Behavior Guidance

Refusing care — what to do when bathing or meds become a battle

Refusal is rarely about the task. It's about feeling cold, exposed, embarrassed, or out of control. The path through is rarely arguing.

Updated 2026-02-15

Portrait of Ashlee Skabla Velez, APRN, ACNPC-AG
By Ashlee Skabla Velez, APRN, ACNPC-AG · Clinically reviewed

Before the refusal — set it up to win

  • Warm the room and the towels. Cold air is a refusal magnifier.
  • Same time of day every time — routine reduces resistance.
  • Same caregiver where possible. Strangers double the risk of refusal.
  • Soft music, dim lights, calm voice. Quiet wins over efficient.
  • Offer two choices, never an open question — "navy blue or grey shirt?" not "want to get dressed?"

In the moment

  1. Drop the demand. Walk away for 10 minutes. Tea. Music. Come back fresh.
  2. Change WHO is asking. Sometimes a different voice flips it.
  3. Validate the feeling — "I know you don't want to. Let's do just your face today."
  4. Break it down. Sponge bath instead of shower. Hair tomorrow. Done is better than perfect.

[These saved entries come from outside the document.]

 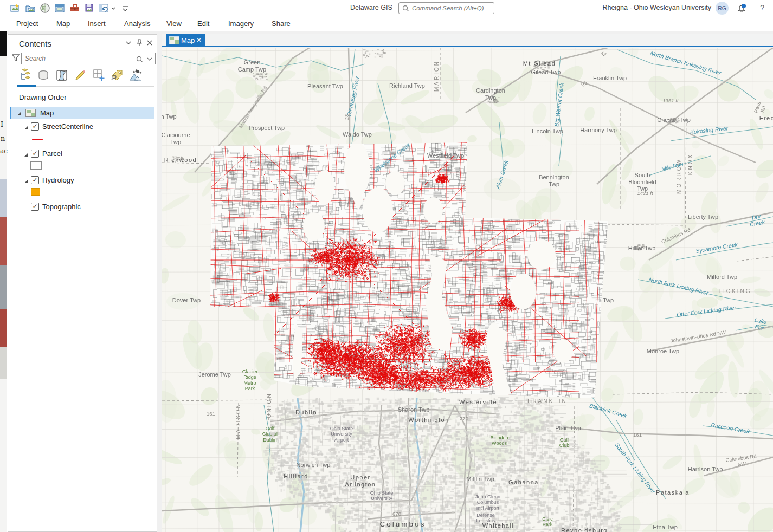 What do you see at coordinates (36, 192) in the screenshot?
I see `hydrology-legend-swatch` at bounding box center [36, 192]. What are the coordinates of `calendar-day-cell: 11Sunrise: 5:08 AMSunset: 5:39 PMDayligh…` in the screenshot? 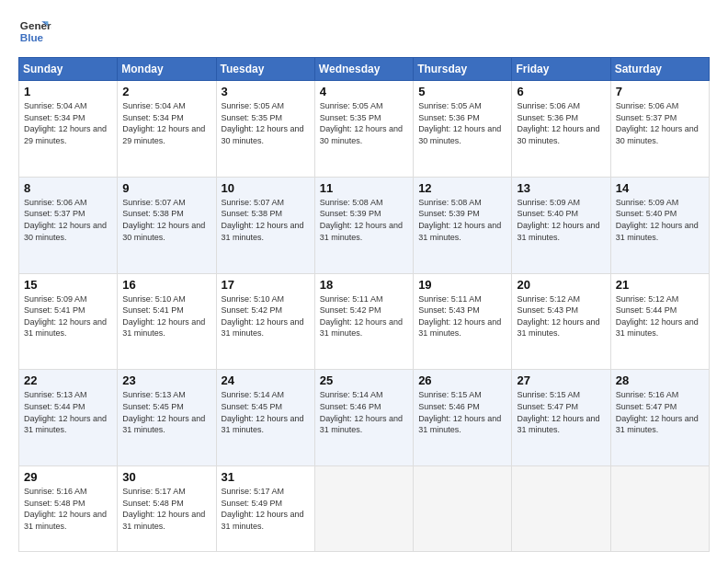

Frequently asked questions

Should I hide medication in food?
Sometimes. Crushing pills changes the dosage of some meds (sustained-release, enteric-coated). Ask the pharmacist before you start.
What if they refuse for days?
After 2–3 days of refused bathing, expose only what needs cleaning — perineum, underarms, hands. Skip the rest. Their dignity matters more than a full shower.